Adam Mars-Jones: Batlava Lake review - pride and prejudice in the Kosovo War

★★★ ADAM MARS-JONES: BATLAVA LAKE Pride and prejudice in the Kosovo War

Conflict through the eyes of an irritable British Army engineer

For a slim book of some 100 pages, Batlava Lake by Adam Mars-Jones is deceptively meandering. The novella is narrated by Barry Ashton, an engineer attached to the British Army troops stationed with the peacekeeping forces during the Kosovo War. Barry admits to us that he is not good on the phone, or on paper, and he struggles putting things into words face to face.

theartsdesk Q&A: Amina Cain on her first novel and her eternal fascination with suggestion

Q&A: AMINA CAIN On her first novel and her eternal fascination with suggestion

The American writer discusses 'Indelicacy' and characters who are flawed and unfixed

Amina Cain is a writer of near-naked spaces and roomy characters. Her debut collection of short fiction, I Go To Some Hollow (Les Figues, 2009), located itself in the potential strangeness of everyday thoughts and experience.

CLR James: Minty Alley review - love and betrayal in the barrack-yard

★★★ CLR JAMES: MINTY ALLEY Landmark novel deals in drama and low intrigue

Out of print for decades, James's landmark novel deals in drama and low intrigue

CLR James came to London from Trinidad in 1932, clutching the manuscript of his first and only novel. He soon found work, writing about cricket for the Manchester Guardian, as well as a political faith, revolutionary Trotskyism, which would inspire him to set aside his literary ambitions for political activism. James would instead make his name as one of the finest intellectuals of the 20th century.

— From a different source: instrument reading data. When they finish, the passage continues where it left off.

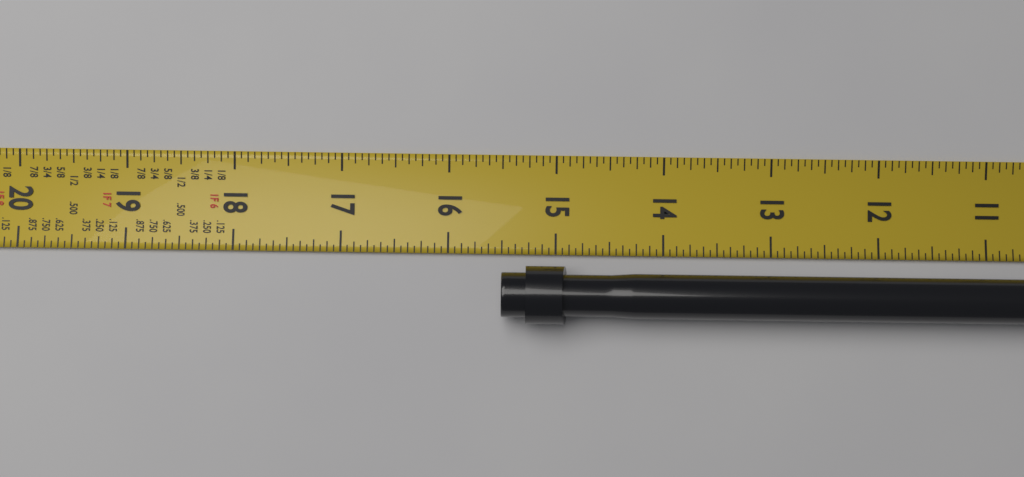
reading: 15.5000 in
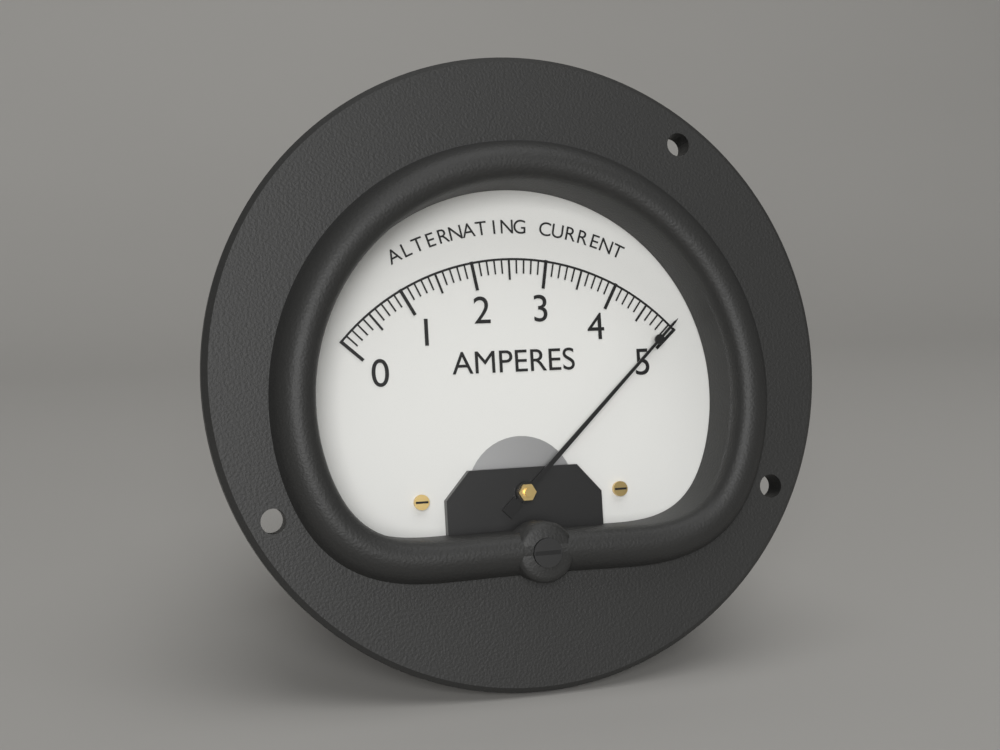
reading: 4.9 A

Courttia Newland: A River Called Time review - an ethereality check

★★★★★ COURTTIA NEWLAND: A RIVER CALLED TIME Picturing a world without the legacies of colonialism and slavery

Picturing a world without the legacies of colonialism and slavery

It is near impossible to imagine what the world would look like today if slavery and colonialism had never existed, let alone to write a book on the subject. Courttia Newland sets himself this daunting task in his latest novel, A River Called Time.

Miss Juneteenth review - a ray of Texan sunshine

★★★★ MISS JUNETEENTH Directorial debut offers a ray of Texan sunshine

Debuting director Channing Godfrey Peoples brings some heart to pageantry

Beauty queen pageants have long been ripe for parody, from their plastic glamour to the Machiavellian competitiveness. Miss Juneteenth opts for a much more nuanced approach, using the pageant as a focal point for a mother and daughter navigating their difficult present and possible future. It’s a universal story of familial love, told and performed with deftness and real personality.

Naomi Booth: Exit Management review - unwrapping life's unpleasantness

★★★★★ NAOMI BOOTH: EXIT MANAGEMENT Unwrapping life's unpleasantness

This experimental novel builds fraught atmospheres of pretence, crisis and hope

When you try to get rid of something, it comes back to bite you – so says Naomi Booth in her new novel Exit Management. It’s one of those books that you want to read very quickly, its writing slickly modern and its characters compellingly flawed. Lauren is a graduate HR employee specialising in the tricky task of making people redundant. She comes from humble beginnings, but wants to put all that behind her, focusing on the dream apartment and the adjoining shiny City life.